No. What had him jerking from his dreams in a cold sweat was Haley Garrett. Like a tableau forever imprinted in both his waking and sleeping memory, the vision of that small, beautiful woman clinging to a frenzied brute of a horse played like a movie without end over and over in his mind.

He could still hear the sickening sound of her body striking wood. He saw flashing hooves flailing out in madness, falling ever nearer the unconscious woman. He still struggled to open a gate with fingers made clumsy with fear. And always there was the specter of being too late.

It was a nightmare that first sent him fleeing his bed, then left him sleepless, pacing and wrestling with yet another memory. The memory of undressing her, made too vivid by the night, a waking dream emblazoned forever on his mind by day.

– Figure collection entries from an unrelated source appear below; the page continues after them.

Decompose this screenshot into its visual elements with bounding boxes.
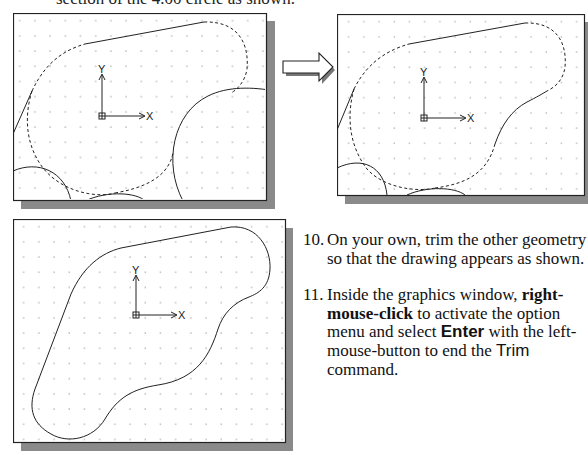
ucs-x-label: X xyxy=(178,309,186,321)
emphasis-enter: Enter xyxy=(441,322,484,341)
ucs-x-label: X xyxy=(146,110,154,122)
step-number: 10. xyxy=(303,231,324,250)
emphasis-trim: Trim xyxy=(496,341,529,360)
ucs-y-label: Y xyxy=(132,264,140,276)
drawing-panel-final: Y X xyxy=(13,219,293,451)
ucs-y-label: Y xyxy=(420,66,428,78)
instruction-steps: 10. On your own, trim the other geometry… xyxy=(303,231,588,397)
step-11: 11. Inside the graphics window, right-mo… xyxy=(303,286,588,379)
drawing-panel-after: Y X xyxy=(337,14,588,204)
cropped-instruction-text: section of the 4.00 circle as shown. xyxy=(56,0,295,9)
step-text-part: Inside the graphics window, xyxy=(327,285,522,304)
ucs-x-label: X xyxy=(467,112,475,124)
grid-dots xyxy=(14,220,285,442)
step-number: 11. xyxy=(303,286,324,305)
step-text-part: command. xyxy=(327,360,398,379)
grid-dots xyxy=(338,15,584,195)
ucs-y-label: Y xyxy=(98,63,106,75)
step-text: On your own, trim the other geometry so … xyxy=(327,230,586,268)
grid-dots xyxy=(14,14,265,199)
drawing-panel-before: Y X xyxy=(13,13,275,209)
step-10: 10. On your own, trim the other geometry… xyxy=(303,231,588,268)
right-arrow-icon xyxy=(280,50,338,90)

Even now as his hands flexed within his gloves, the brush of soft leather became the brush of Haley’s softer, naked flesh. He had only to close his eyes to remember her tawny skin burnished by the fall of lamplight, the fullness of her breasts with nipples dusky and barely furled like newly bloomed rosebuds.

In his more lucid times, he wondered why his memories confused him. From his first glimpse of her on the day she arrived in Belle Terre, a glimpse that sent every male hormone into feverish response and set every mental warning bell jangling, he knew she was trouble. Trouble with a capital T. Right then, right there, in the middle of Lincoln’s office, he’d turned tail and bolted like a scared yearling. Then, as if escaping that first introduction wasn’t enough, he held himself aloof, rebuffing every near meeting or close social encounter with a grim determination bordering on surly.

Surly, boorish, tactless, cruel. Hell, given his performance in the barn, he wasn’t sure his vocabulary held enough words to describe his behavior.

And from the first, his efforts had been for naught. No matter how he avoided the woman of flesh and blood, in spirit Haley Garrett haunted him. No matter where he might go, or didn’t go, at some time Lincoln’s new partner would be mentioned.